New research by Global Witness and Profundo reveals that Arnold Schwarzenegger is part owner of an investment company that holds shares in some of the world’s most destructive logging companies.
Schwarzenegger owns about 5% of Dimensional Fund Advisers, which manages a total of US$338 million.
Global Witness and Profundo have chosen 50 of the world’s logging or pulp and paper companies operating in tropical forests and studied loans, bonds and shareholdings connected to these companies for the period 2010 to 2013. Dimensional Fund Advisers holds a total of US$174 million in 20 of these 50 companies, including Sinar Mas, Ta Ann, Barito Pacific, WTK, DLH and Rimbunan Hijau. Global Witness points out that,
All of these companies have been linked to highly destructive operations while some, including WTK, DLH and Rimbunan Hijau, have also been implicated in illegal activities.
The Norwegian Government Pension Fund Global has invested in but subsequently blacklisted four of these companies: Barito Pacific, Berjaya Corporation, Ta Ann and WTK.
Global Witness produced the following animation, featuring a great impersonation of Schwarzenegger:
There’s an obvious contradiction between Schwarzenegger’s promotion of the The Governors’ Climate and Forests Taskforce which was supposed to reduce deforestation, while simultaneously investing in companies that destroy forests. As Oliver Courtney of Global Witness told The Guardian:
“He is a very prominent environmental champion in his public life while profiting from some of the most egregiously notorious companies operating in the forestry sector, and in our view that is deeply hypocritical.”
As Global Witness points out though, this goes deeper than hypocrisy. Eugene Fama is a director and consultant to Dimensional Fund Advisers. Last year, Fama won the Nobel Memorial Prize in Economic Sciences for his work on the “efficient markets hypothesis”.
In November 2007, Fama played down the threat of sub-prime mortgages damaging the economy:
Housing markets are less liquid, but people are very careful when they buy houses. It’s typically the biggest investment they’re going to make, so they look around very carefully and they compare prices. The bidding process is very detailed.
(Fama preceded this answer to the question are housing markets efficient, by saying “I don’t know” and added that “we have no data” on real estate.)
In 2009, economist Paul Krugman wrote an article in The New York Times about the economic crisis titled, “How Did Economists Get It So Wrong”. Krugman put at least part of the blame on the “efficient market hypothesis”:
In short, the belief in efficient financial markets blinded many if not most economists to the emergence of the biggest financial bubble in history. And efficient-market theory also played a significant role in inflating that bubble in the first place.
Prominent investors in Dimensional Fund Advisors include Kellogg’s, Boeing and Pepsi as well as a wide range of public sector investment funds. Global Witness recommends that clients of Dimensional should divest unless the investment company “commits immediately to implement robust forestry policies”.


> _Work to complete_:
Search the entries below for "transaction", and copy each line where it appears.

> _Information shown_:

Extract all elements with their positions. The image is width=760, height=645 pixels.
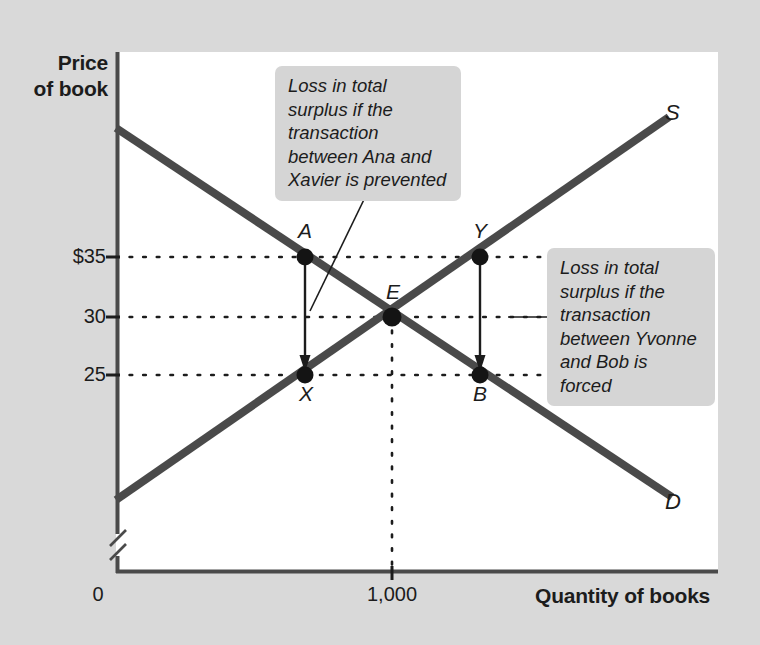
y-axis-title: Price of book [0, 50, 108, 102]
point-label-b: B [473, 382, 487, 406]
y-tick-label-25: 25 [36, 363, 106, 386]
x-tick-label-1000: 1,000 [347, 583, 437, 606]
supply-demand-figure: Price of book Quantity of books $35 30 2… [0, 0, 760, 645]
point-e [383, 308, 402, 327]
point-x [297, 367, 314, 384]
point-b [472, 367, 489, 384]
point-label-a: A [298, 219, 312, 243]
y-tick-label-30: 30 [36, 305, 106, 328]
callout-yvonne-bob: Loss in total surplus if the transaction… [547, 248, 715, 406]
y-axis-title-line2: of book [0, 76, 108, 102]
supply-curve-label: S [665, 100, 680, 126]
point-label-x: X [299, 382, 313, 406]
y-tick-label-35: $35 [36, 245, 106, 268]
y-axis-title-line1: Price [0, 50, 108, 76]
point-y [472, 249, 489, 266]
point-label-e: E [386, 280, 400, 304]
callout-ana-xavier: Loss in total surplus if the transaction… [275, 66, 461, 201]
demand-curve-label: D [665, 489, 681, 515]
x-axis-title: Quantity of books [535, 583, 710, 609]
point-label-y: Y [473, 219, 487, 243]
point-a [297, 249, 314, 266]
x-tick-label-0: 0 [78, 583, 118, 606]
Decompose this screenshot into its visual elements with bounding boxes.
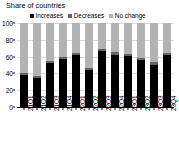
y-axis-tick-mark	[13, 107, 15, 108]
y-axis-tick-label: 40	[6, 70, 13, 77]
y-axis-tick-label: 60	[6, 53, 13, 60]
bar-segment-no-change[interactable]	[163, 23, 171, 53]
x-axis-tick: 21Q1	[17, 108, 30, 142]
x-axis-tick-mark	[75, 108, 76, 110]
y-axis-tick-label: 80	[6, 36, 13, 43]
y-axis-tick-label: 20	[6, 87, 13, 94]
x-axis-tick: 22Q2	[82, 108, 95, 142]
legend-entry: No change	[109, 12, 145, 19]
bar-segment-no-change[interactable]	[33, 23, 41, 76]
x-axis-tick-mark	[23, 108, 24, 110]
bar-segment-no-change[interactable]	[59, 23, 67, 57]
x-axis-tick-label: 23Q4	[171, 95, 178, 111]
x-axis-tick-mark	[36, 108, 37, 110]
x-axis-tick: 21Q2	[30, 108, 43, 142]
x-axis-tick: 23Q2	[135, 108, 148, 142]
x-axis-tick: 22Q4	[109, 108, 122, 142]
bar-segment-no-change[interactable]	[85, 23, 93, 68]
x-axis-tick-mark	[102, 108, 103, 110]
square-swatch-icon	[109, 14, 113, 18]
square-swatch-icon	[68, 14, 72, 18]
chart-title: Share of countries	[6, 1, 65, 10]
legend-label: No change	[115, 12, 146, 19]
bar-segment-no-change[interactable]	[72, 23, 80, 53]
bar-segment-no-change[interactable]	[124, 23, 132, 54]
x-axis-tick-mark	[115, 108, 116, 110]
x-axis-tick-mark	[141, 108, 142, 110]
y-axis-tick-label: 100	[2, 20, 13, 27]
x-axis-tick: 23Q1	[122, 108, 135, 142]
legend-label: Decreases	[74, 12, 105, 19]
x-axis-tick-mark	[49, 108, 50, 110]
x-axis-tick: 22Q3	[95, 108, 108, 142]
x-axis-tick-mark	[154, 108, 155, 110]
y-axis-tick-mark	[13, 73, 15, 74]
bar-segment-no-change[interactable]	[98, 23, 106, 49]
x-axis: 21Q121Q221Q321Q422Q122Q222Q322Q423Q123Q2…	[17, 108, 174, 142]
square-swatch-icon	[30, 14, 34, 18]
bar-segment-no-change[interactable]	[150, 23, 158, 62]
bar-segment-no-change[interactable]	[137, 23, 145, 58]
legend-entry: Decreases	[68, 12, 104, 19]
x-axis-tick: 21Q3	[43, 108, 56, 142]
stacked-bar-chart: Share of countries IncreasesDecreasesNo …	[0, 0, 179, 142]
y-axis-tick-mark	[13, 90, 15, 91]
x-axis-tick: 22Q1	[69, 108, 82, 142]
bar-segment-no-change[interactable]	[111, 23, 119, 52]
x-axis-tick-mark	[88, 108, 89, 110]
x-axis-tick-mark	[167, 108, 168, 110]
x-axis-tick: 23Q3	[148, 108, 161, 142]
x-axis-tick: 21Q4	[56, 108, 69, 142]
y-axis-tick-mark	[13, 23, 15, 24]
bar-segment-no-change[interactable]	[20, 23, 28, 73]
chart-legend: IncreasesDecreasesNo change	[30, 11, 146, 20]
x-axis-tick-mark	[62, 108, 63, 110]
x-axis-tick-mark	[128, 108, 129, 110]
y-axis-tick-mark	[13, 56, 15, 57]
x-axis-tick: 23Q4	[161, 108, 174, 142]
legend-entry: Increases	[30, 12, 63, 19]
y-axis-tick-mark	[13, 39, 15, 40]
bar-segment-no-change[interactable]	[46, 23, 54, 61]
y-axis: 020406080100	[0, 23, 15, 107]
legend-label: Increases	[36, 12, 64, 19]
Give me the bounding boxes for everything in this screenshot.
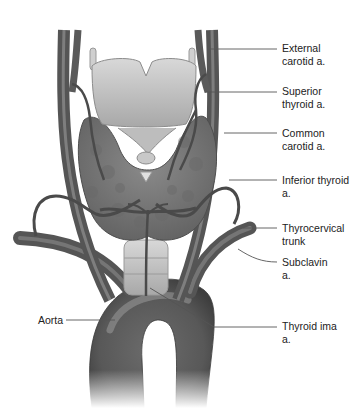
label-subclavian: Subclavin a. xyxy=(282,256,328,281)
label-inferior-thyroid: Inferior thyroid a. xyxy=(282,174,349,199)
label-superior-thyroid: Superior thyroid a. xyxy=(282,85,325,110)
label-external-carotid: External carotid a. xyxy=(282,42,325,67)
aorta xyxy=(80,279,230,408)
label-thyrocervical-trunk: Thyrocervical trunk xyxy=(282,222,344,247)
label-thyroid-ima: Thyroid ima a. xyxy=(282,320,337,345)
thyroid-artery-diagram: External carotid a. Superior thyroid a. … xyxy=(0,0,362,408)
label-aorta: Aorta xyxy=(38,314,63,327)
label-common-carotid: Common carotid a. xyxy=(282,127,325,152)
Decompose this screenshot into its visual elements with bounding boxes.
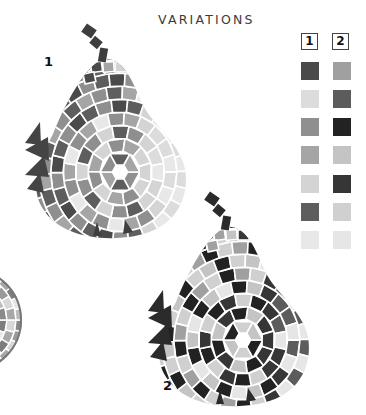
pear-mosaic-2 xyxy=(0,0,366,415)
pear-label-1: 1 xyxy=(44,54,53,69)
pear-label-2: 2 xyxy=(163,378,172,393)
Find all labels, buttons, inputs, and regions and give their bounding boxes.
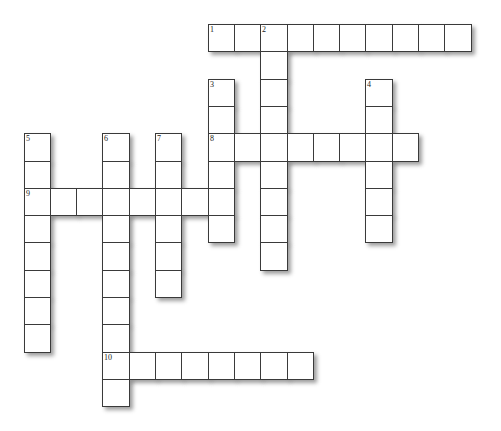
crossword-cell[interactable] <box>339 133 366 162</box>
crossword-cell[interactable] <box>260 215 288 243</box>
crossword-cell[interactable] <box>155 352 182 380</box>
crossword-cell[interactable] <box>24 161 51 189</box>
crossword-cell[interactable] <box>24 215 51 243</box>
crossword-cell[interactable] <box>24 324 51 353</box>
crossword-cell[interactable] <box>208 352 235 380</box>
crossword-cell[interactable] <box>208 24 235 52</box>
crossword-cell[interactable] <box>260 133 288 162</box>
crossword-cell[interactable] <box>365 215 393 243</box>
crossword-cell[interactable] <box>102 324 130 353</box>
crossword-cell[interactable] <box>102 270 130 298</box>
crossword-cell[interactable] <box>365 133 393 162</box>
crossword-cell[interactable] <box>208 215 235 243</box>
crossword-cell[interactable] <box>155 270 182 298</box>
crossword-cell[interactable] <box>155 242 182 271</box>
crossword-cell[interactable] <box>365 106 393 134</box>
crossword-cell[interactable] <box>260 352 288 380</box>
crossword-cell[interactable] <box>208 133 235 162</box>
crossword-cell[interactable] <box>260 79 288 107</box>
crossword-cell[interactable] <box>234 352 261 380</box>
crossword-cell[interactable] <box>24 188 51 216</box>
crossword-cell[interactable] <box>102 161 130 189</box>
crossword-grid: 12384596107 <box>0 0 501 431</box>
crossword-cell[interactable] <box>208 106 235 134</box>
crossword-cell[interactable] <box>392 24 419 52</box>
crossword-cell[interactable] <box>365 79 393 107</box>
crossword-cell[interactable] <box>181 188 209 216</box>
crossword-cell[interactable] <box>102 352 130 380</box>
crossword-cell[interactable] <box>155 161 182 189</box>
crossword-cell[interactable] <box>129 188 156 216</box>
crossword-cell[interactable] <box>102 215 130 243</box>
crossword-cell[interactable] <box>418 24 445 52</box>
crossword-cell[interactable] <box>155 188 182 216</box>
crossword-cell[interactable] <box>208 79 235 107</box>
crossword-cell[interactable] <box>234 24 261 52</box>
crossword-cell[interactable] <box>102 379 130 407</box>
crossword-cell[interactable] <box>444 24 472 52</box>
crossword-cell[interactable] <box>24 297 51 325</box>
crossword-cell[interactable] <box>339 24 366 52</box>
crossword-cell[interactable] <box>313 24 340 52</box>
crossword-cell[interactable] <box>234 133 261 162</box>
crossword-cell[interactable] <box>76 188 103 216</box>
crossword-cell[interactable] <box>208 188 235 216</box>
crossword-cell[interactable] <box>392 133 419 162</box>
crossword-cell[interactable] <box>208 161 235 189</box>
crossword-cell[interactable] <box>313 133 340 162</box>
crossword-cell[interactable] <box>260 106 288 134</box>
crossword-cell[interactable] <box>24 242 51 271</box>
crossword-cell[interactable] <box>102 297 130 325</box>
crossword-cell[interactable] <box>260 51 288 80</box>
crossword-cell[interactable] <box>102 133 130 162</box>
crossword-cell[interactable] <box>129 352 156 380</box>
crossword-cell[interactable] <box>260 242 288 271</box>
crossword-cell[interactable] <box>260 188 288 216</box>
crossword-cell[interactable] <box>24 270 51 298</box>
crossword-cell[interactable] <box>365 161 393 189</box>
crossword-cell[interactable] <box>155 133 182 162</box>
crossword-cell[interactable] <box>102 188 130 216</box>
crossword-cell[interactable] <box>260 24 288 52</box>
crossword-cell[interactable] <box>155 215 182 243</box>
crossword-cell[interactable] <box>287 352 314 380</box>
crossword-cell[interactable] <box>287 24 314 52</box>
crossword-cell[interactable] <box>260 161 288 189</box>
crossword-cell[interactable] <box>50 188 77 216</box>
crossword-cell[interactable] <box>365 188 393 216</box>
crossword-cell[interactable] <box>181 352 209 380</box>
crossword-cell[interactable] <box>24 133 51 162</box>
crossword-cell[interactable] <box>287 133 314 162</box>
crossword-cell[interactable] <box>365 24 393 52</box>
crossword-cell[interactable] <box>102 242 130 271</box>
* * *
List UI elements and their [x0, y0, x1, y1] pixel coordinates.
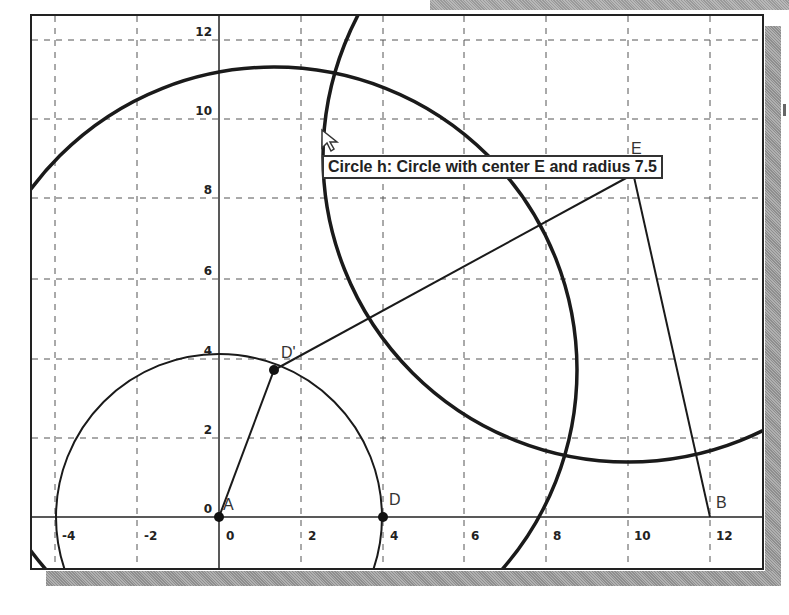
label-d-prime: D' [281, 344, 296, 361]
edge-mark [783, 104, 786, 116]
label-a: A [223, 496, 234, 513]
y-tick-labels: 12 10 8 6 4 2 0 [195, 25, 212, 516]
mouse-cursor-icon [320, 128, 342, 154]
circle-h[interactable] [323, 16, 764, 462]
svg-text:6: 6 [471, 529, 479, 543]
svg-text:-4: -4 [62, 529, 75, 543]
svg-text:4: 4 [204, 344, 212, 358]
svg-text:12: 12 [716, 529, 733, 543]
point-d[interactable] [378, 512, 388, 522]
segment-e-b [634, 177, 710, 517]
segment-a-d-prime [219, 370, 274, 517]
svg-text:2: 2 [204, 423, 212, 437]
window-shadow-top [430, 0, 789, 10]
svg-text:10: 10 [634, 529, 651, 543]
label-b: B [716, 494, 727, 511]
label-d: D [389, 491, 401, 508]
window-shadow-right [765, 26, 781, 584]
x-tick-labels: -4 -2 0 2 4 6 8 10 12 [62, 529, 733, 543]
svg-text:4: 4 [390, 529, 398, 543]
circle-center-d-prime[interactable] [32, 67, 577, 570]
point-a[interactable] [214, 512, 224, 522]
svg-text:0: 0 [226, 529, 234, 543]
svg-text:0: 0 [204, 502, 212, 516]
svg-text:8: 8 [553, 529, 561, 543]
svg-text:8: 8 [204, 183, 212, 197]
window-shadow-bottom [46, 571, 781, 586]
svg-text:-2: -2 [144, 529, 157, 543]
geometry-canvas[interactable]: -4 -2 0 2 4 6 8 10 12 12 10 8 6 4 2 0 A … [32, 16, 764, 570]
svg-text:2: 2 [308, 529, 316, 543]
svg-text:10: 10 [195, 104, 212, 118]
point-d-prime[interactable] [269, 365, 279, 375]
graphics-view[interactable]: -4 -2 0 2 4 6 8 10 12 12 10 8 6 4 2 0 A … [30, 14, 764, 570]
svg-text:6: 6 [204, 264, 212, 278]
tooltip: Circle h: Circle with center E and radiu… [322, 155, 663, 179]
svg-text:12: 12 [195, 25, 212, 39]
---
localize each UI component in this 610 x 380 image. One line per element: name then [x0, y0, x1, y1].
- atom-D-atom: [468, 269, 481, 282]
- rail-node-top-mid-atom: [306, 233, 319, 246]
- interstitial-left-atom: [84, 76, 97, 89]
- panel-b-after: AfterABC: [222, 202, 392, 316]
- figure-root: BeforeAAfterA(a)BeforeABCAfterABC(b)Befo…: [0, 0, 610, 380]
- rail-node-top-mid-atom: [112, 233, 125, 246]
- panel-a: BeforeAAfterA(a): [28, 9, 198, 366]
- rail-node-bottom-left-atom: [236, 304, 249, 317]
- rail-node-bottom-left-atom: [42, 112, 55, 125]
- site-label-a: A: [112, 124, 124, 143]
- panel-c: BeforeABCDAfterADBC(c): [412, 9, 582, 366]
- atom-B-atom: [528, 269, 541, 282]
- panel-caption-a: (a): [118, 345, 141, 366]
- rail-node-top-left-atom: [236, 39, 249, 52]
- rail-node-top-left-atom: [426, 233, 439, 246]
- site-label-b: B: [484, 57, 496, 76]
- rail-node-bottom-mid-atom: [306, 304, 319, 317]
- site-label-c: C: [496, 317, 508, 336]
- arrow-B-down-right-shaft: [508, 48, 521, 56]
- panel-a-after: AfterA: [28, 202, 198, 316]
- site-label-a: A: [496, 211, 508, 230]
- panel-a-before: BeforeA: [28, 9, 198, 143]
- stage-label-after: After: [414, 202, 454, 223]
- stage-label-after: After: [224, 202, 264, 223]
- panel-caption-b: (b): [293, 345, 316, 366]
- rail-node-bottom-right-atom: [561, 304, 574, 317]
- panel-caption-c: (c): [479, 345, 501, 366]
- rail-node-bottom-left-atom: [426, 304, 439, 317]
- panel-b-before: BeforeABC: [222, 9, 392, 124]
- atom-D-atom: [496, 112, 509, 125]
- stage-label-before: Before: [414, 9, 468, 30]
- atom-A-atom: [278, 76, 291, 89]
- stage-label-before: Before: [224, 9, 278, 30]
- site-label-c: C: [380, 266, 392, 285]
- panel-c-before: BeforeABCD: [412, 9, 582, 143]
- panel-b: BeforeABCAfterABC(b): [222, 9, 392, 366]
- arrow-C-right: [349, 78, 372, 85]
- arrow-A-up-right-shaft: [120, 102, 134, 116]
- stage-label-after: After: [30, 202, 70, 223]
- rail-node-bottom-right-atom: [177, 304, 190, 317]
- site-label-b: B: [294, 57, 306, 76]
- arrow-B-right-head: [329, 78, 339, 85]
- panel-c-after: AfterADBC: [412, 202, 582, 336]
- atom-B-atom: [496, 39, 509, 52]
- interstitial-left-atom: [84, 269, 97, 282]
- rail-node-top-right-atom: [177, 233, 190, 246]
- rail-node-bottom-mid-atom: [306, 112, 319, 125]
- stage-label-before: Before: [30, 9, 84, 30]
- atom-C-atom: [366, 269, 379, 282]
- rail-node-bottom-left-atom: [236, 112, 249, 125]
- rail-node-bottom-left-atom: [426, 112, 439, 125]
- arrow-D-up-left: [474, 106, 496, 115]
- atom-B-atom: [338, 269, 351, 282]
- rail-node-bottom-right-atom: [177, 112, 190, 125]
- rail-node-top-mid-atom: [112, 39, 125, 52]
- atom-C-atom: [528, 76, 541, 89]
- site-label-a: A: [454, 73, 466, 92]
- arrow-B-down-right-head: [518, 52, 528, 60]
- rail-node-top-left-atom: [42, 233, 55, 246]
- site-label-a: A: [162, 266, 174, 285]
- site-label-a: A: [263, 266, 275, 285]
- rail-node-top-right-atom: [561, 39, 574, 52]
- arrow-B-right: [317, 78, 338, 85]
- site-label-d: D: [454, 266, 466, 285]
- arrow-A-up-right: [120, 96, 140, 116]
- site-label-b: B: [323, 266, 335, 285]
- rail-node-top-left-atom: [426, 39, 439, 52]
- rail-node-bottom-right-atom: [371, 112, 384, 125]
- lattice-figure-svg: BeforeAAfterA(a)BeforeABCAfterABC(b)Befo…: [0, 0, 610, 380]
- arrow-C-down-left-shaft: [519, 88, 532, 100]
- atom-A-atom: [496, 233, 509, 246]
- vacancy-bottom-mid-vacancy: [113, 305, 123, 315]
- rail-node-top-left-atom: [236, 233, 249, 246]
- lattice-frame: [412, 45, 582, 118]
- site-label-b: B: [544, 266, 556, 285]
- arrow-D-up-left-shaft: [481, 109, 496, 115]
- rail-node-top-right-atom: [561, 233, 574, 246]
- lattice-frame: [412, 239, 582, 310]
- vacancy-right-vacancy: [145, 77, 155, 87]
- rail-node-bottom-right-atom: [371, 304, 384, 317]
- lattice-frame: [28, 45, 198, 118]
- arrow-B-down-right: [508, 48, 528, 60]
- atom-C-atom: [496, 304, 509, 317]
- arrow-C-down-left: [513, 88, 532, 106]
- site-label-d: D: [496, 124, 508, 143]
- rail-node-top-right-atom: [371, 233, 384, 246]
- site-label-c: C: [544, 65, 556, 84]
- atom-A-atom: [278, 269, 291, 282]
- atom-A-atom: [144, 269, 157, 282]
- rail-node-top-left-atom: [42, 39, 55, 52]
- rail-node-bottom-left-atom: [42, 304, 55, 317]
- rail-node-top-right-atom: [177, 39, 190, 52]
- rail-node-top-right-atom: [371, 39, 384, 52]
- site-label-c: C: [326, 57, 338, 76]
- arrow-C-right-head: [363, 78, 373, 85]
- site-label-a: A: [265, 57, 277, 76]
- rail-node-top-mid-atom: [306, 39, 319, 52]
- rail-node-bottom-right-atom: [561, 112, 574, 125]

> _Answer_:
callout-yvonne-bob: Loss in total surplus if the transaction… [547, 248, 715, 406]
callout-ana-xavier: Loss in total surplus if the transaction… [275, 66, 461, 201]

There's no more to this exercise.